Last week I intended to write a post that began, 'Have you noticed how quiet ASH has been of late?'
I refer, of course, to the London-based operation. You couldn't keep ASH Scotland quiet if you bound and gagged all 27 members of staff and left them on a remote Hebridean island without electricity (or a boat).
In England, however, there has barely been a peep out of our old sparring partners. They haven't issued a press release since November and their website hasn't been updated for what seems like ages. (To be fair, they're not alone in this. Forest is currently developing a new site, hence the lack of activity on our old one.)

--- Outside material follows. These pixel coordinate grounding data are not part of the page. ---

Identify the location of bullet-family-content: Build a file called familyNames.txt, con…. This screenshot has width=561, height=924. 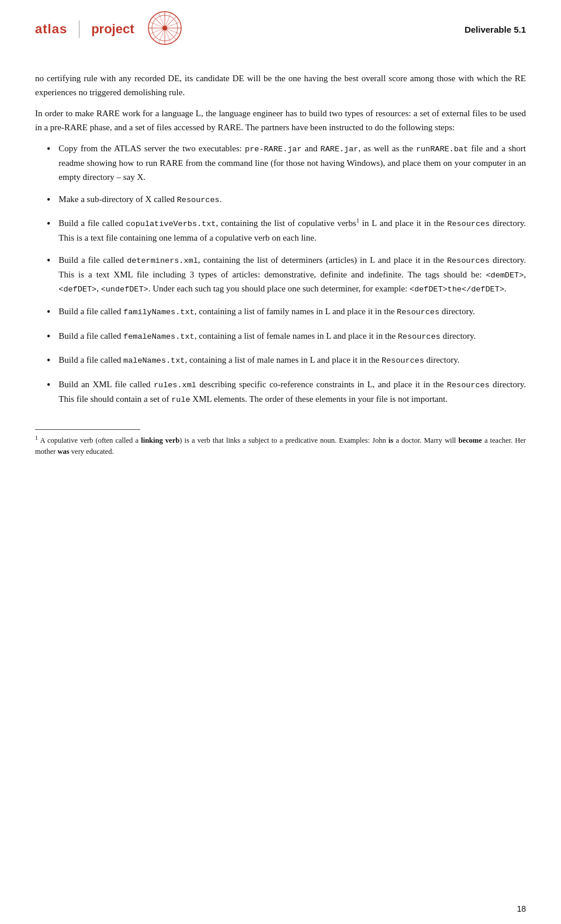
(292, 312).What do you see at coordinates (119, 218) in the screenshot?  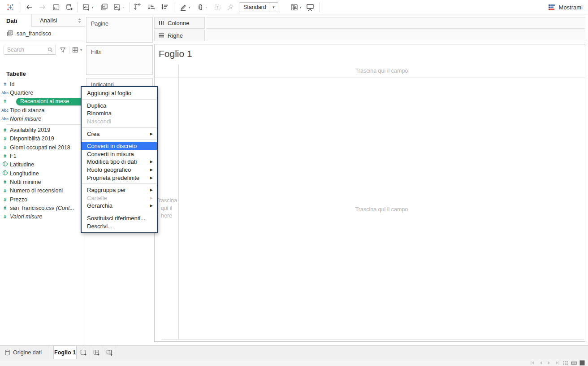 I see `menu-item-sostituisci-riferimenti: Sostituisci riferimenti...` at bounding box center [119, 218].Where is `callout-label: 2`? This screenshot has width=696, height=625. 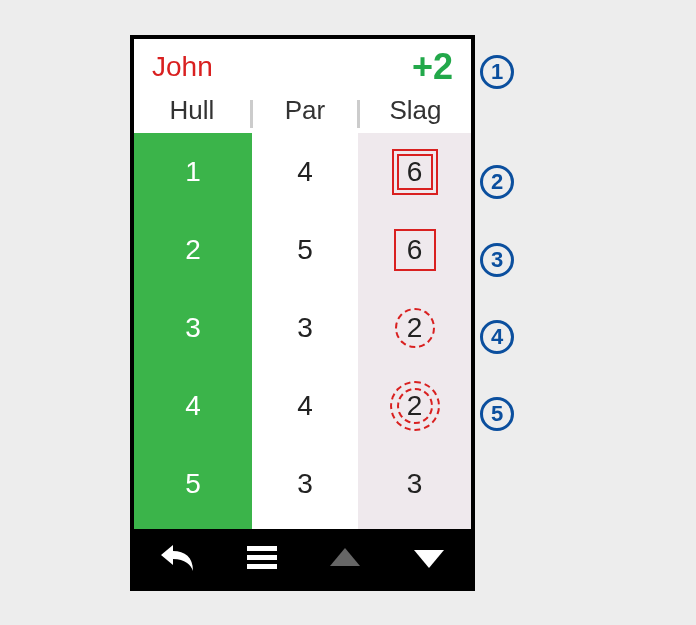 callout-label: 2 is located at coordinates (497, 182).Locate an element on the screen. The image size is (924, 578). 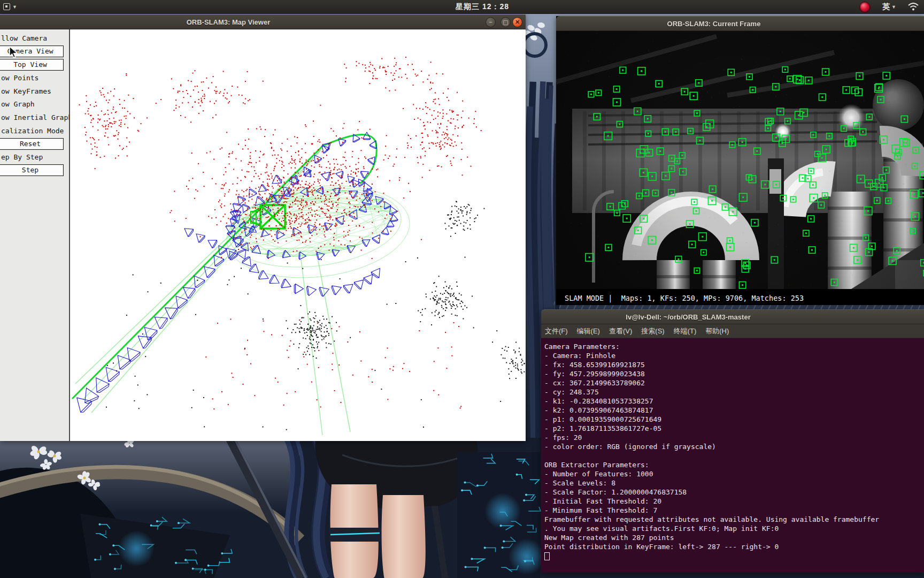
panel-checkbox-label-show-keyframes: ow KeyFrames is located at coordinates (26, 91).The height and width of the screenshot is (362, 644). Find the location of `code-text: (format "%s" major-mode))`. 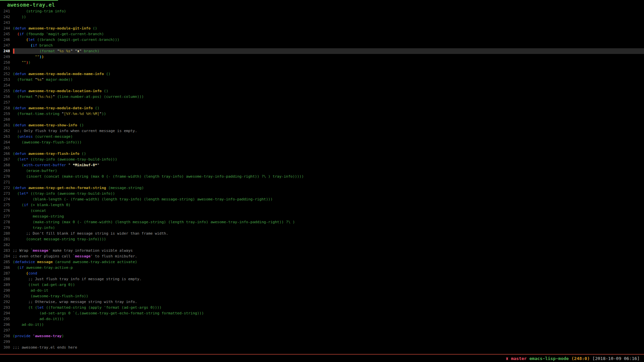

code-text: (format "%s" major-mode)) is located at coordinates (328, 80).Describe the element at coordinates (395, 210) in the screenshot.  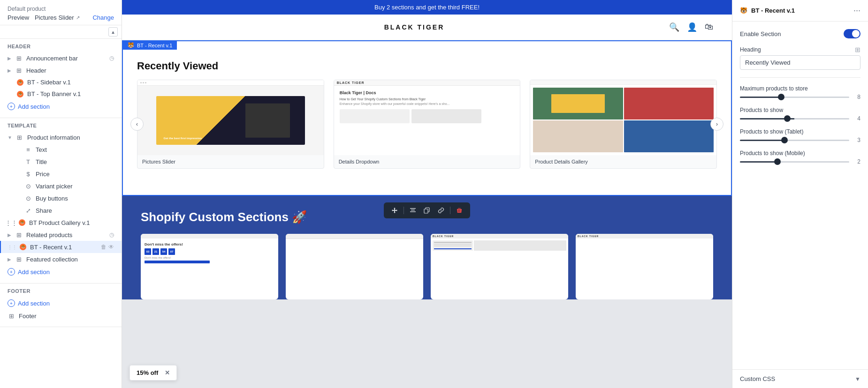
I see `toolbar-move-button` at that location. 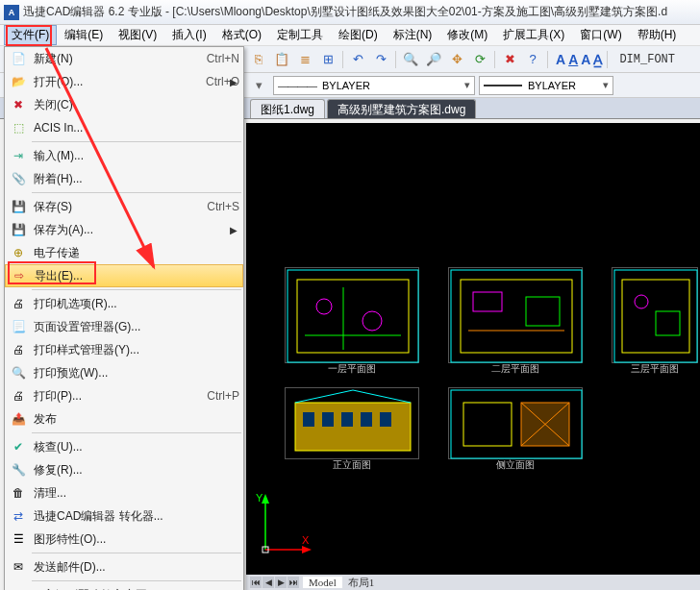 What do you see at coordinates (259, 86) in the screenshot?
I see `layer-edit-icon: ▾` at bounding box center [259, 86].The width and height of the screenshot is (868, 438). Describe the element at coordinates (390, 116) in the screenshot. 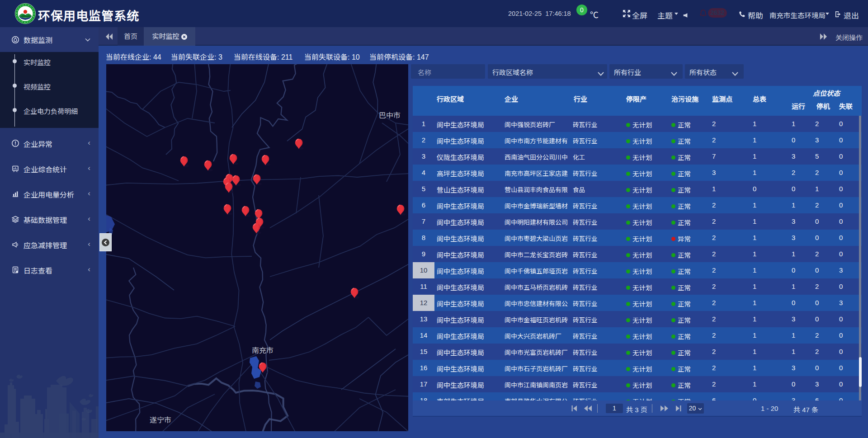

I see `svg-text: 巴中市` at that location.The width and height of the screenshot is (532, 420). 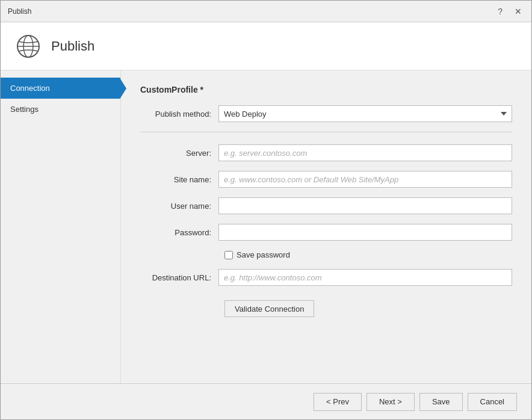 I want to click on cancel-button: Cancel, so click(x=492, y=402).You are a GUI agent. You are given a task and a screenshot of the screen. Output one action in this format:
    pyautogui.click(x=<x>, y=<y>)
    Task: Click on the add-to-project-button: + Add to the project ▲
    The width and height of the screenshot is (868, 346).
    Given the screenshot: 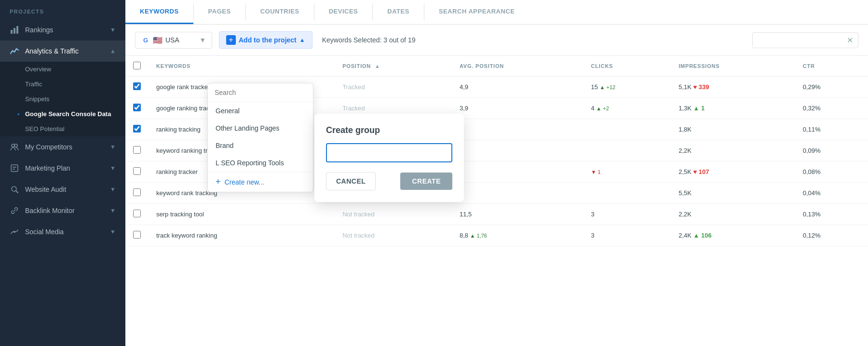 What is the action you would take?
    pyautogui.click(x=266, y=40)
     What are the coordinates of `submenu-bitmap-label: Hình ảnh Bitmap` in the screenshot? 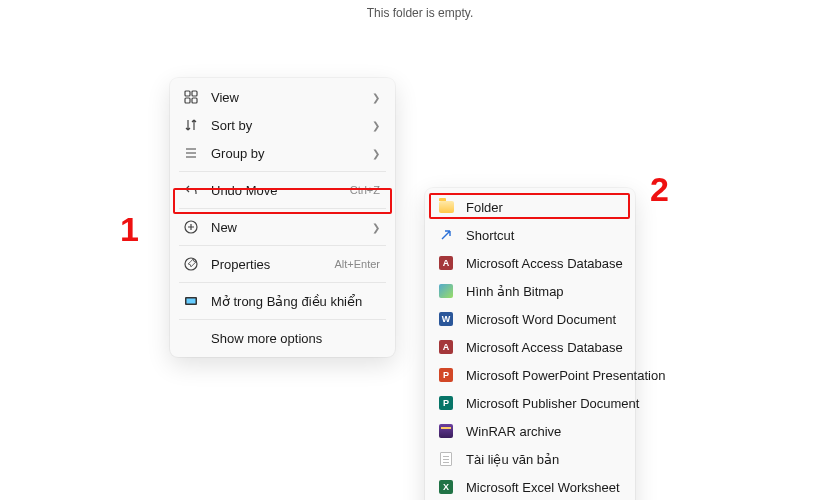 It's located at (543, 292).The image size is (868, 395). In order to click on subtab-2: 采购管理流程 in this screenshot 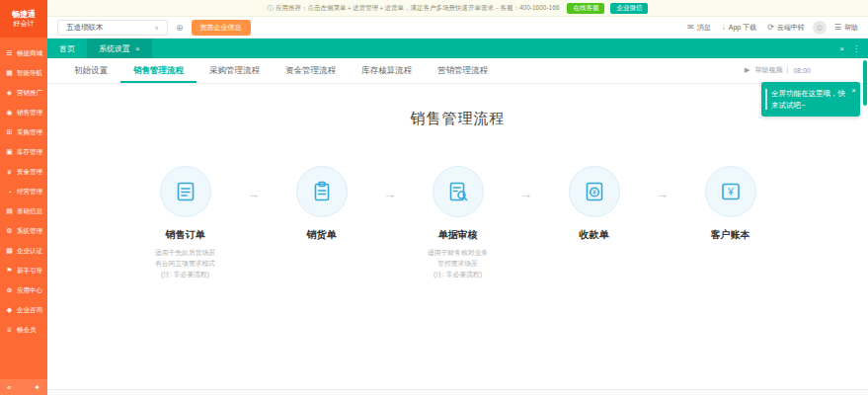, I will do `click(235, 71)`.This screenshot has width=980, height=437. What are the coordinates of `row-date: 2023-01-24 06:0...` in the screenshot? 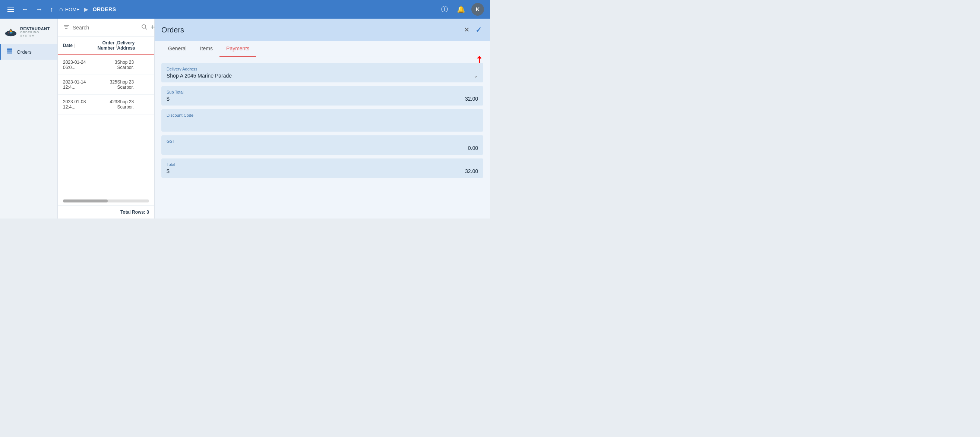 It's located at (79, 65).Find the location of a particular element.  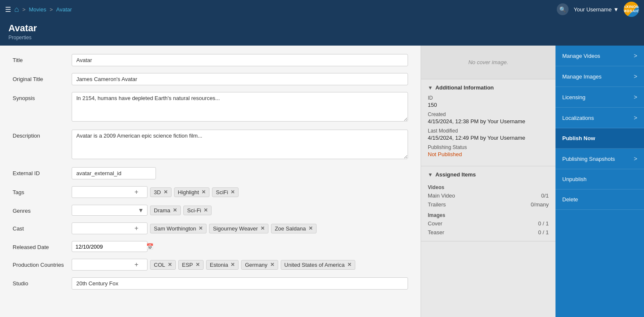

app-name: AXINOMMOSAIC is located at coordinates (631, 9).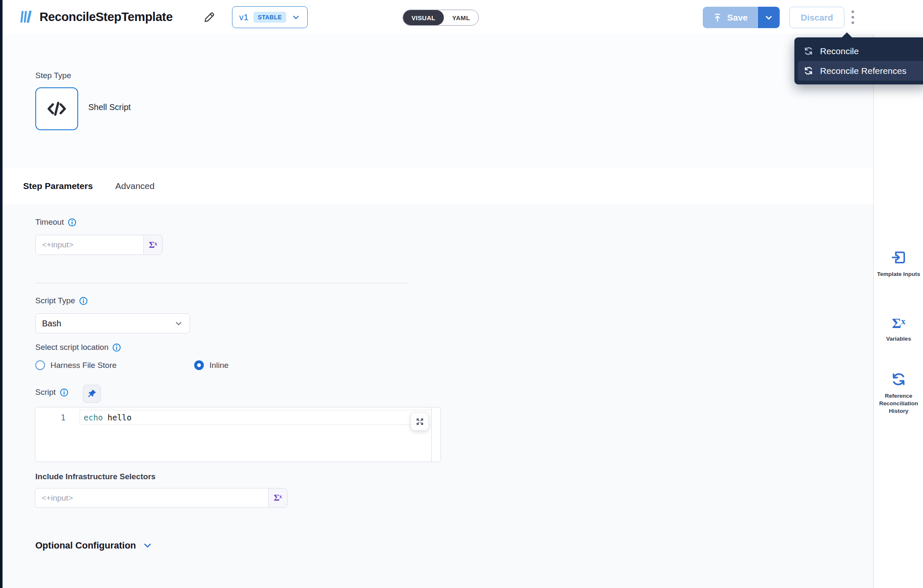 The height and width of the screenshot is (588, 923). What do you see at coordinates (222, 283) in the screenshot?
I see `section-divider` at bounding box center [222, 283].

Last year it was noticeable too that other tobacco control groups were doing more and more of what I like to call ASH's "dirty work".
Anyway, several theories are doing the rounds, including the preposterous suggestion that Deborah Arnott & Co are too busy drafting the new tobacco control paper for the Department of Health.
I couldn't possibly comment.
On Thursday, however, something stirred. According to Campaign (ASH blames ad spend freeze for failures to quit smoking), ASH seem to believe that the number of people who quit smoking is linked directly to the amount of public money spent on anti-smoking advertisements.
The advertising industry will no doubt endorse this view because it wants the money, but it's not shared by everyone. Chris Snowdon, for example, has this to say: How thick do ASH think we are? he asks.